Why Your Tomatoes Failed Last Year — And What to Do Differently This Season
Cherry Tomatoes growing Nevada County
I was out in the garden after first-breakfast this morning — heading out to harvest greens for a second-breakfast omelet — when I felt the dew had soaked through my hem and was chilling my ankles. As I gazed down, the sun breached the shadows and the grass lit up like a diamond necklace.
The beast of wet ankles and the beauty of dew sparkles.
That's April in a Nevada County garden. Everything happening at once — cold mornings, brilliant light, and somewhere in the back of your mind, the question that comes every spring: This is the year the tomatoes work, right?
I hear some version of that from almost every woman I work with. And I hear what comes after it too — the story of last year. The starts bought too early. The plants that sulked all summer. The one or two tomatoes that finally came in October, after the excitement had long gone.
It's not bad luck. It's usually one of three things.
They went in too early.
This is the most common one — and the hardest to resist. The nursery racks fill up in March and everything in you wants to plant. But tomatoes are warm-season crops that need warm nights, and in the Western Sierra foothills our nights aren't reliably warm until early May. A tomato planted in cold soil in March will sit there and sulk, sometimes for weeks, while a tomato planted in warm soil in May will take off and catch up — and then some.
The date that matters isn't when the starts appear at the nursery. It's when your nighttime temperatures stay consistently above 50 degrees. In Nevada County, that's typically the first week of May. Mark your calendar now.
They went in the wrong spot.
Tomatoes want heat. Six to eight hours of direct sun — ideally with afternoon sun, which is the hottest. In the foothills we have microclimates everywhere: a south-facing slope that bakes all day, a bed that gets afternoon shade from a fence or a tree. Knowing your garden's sun map is the difference between a tomato that thrives and one that produces exactly three fruit and calls it a season.
Before you plant anything this spring, spend a day watching where the sun falls — morning, noon, and afternoon. Your tomatoes want the hottest spot you've got.
The soil wasn't ready.
Tomatoes are heavy feeders. They want rich, well-amended soil with good drainage and something to hold moisture through our dry summers. Native Nevada County clay, unamended, will grow a tomato — slowly, reluctantly, and not particularly well. Before your starts go in, work in several inches of quality compost and let it settle for a week if you can. Your tomatoes will notice.
Get these three things right — timing, placement, soil — and you'll be texting someone a photo of your harvest by August.
If you want help figuring out what that looks like for your specific yard — your sun, your beds, your soil — the free Nevada County Planting Guide is a good place to start. → Grab it here
And if you'd like a second set of eyes on your garden before this season gets away from you, I'd love to talk. Book a free Garden Chat here.
Ellie is a third-generation kitchen gardener, Certified Garden Coach, and Permaculture Design Consultant with 25 years of growing in Western Nevada County. She tends a one-acre homestead in Grass Valley with her two cats, chickens, and honeybees. She can also be found volunteering in her community as a Master Gardener of Nevada County.
Her work is rooted in a simple belief — that every woman who grows her own food carries that knowledge forward into her home, her community, and the next generation.
If you're ready to carry that knowledge forward in your own backyard, she'd love to help you get started.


WORK ORDER
Produce a word-for-word copy of the lines from the one that contains "What elements are in" to the final line of the data below, with all pictures dropped.

──────── DATASET ENTRIES ────────

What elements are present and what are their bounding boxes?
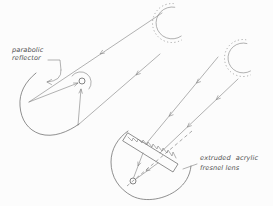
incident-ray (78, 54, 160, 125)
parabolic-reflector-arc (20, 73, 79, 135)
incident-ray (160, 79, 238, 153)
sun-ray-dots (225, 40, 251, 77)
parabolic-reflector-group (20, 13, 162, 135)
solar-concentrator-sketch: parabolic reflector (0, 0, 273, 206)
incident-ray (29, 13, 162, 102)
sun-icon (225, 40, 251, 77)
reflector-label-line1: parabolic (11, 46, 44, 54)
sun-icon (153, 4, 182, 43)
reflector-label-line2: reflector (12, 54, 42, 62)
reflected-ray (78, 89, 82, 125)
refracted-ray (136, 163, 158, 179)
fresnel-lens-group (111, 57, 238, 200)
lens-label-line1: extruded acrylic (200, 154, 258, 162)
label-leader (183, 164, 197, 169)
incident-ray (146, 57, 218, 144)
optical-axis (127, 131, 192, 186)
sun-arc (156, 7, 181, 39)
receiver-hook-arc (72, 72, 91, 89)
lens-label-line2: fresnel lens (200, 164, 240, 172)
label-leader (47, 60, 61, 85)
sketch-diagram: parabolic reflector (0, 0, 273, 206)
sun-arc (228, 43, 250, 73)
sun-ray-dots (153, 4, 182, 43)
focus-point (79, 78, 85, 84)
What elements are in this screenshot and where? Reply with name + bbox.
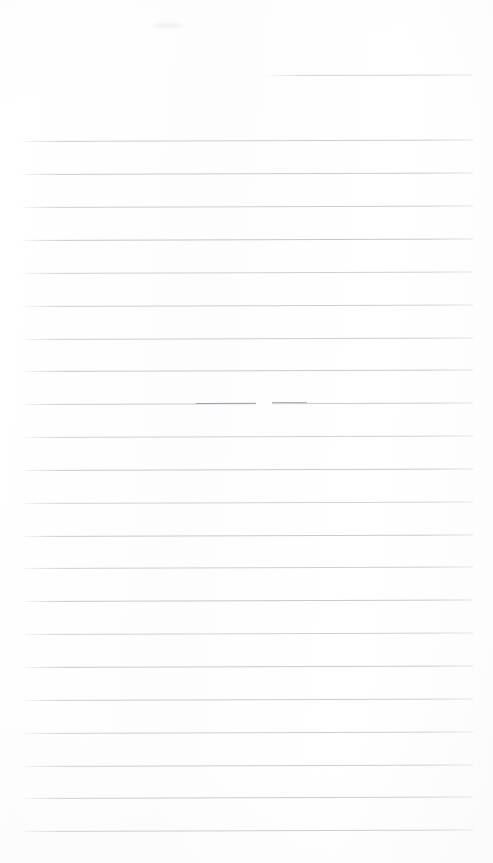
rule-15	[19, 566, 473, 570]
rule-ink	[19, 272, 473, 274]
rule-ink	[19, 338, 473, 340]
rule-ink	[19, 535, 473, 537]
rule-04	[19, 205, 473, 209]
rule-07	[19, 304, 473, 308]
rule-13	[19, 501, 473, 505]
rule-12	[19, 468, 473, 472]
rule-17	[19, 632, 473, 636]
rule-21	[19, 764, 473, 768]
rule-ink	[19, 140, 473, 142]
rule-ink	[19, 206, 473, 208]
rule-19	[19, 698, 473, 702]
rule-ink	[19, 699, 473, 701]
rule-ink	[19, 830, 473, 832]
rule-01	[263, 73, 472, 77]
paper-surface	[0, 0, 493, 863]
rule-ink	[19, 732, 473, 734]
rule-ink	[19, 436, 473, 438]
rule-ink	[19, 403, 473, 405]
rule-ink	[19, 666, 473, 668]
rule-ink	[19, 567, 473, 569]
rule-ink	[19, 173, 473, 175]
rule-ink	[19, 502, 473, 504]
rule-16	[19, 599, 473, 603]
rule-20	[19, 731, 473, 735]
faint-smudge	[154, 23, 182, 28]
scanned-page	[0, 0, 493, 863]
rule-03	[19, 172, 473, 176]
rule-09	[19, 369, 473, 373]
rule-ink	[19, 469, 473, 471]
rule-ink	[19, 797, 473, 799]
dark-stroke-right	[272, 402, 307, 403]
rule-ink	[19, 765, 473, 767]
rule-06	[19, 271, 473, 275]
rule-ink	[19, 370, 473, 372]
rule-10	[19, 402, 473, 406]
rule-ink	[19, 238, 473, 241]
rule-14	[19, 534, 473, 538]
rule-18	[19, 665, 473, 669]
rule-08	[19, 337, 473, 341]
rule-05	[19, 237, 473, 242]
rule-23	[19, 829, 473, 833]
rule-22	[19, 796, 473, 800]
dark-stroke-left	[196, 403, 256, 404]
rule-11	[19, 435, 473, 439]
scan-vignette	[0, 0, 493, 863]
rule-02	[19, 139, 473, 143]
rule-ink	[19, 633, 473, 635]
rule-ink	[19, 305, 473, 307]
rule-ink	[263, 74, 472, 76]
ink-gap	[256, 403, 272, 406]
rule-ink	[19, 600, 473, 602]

────────

RESULT
What elements are in this screenshot and where? Reply with name + bbox.
rule-15	[19, 566, 473, 570]
rule-ink	[19, 272, 473, 274]
rule-ink	[19, 338, 473, 340]
rule-ink	[19, 535, 473, 537]
rule-04	[19, 205, 473, 209]
rule-07	[19, 304, 473, 308]
rule-13	[19, 501, 473, 505]
rule-12	[19, 468, 473, 472]
rule-17	[19, 632, 473, 636]
rule-21	[19, 764, 473, 768]
rule-ink	[19, 140, 473, 142]
rule-ink	[19, 206, 473, 208]
rule-19	[19, 698, 473, 702]
rule-ink	[19, 699, 473, 701]
rule-ink	[19, 830, 473, 832]
rule-01	[263, 73, 472, 77]
paper-surface	[0, 0, 493, 863]
rule-ink	[19, 732, 473, 734]
rule-ink	[19, 436, 473, 438]
rule-ink	[19, 403, 473, 405]
rule-ink	[19, 666, 473, 668]
rule-ink	[19, 567, 473, 569]
rule-ink	[19, 173, 473, 175]
rule-ink	[19, 502, 473, 504]
rule-16	[19, 599, 473, 603]
rule-20	[19, 731, 473, 735]
faint-smudge	[154, 23, 182, 28]
scanned-page	[0, 0, 493, 863]
rule-03	[19, 172, 473, 176]
rule-09	[19, 369, 473, 373]
rule-ink	[19, 469, 473, 471]
rule-ink	[19, 797, 473, 799]
dark-stroke-right	[272, 402, 307, 403]
rule-ink	[19, 765, 473, 767]
rule-06	[19, 271, 473, 275]
rule-ink	[19, 370, 473, 372]
rule-10	[19, 402, 473, 406]
rule-ink	[19, 238, 473, 241]
rule-14	[19, 534, 473, 538]
rule-18	[19, 665, 473, 669]
rule-08	[19, 337, 473, 341]
rule-05	[19, 237, 473, 242]
rule-23	[19, 829, 473, 833]
rule-22	[19, 796, 473, 800]
dark-stroke-left	[196, 403, 256, 404]
rule-11	[19, 435, 473, 439]
scan-vignette	[0, 0, 493, 863]
rule-02	[19, 139, 473, 143]
rule-ink	[19, 633, 473, 635]
rule-ink	[19, 305, 473, 307]
rule-ink	[263, 74, 472, 76]
ink-gap	[256, 403, 272, 406]
rule-ink	[19, 600, 473, 602]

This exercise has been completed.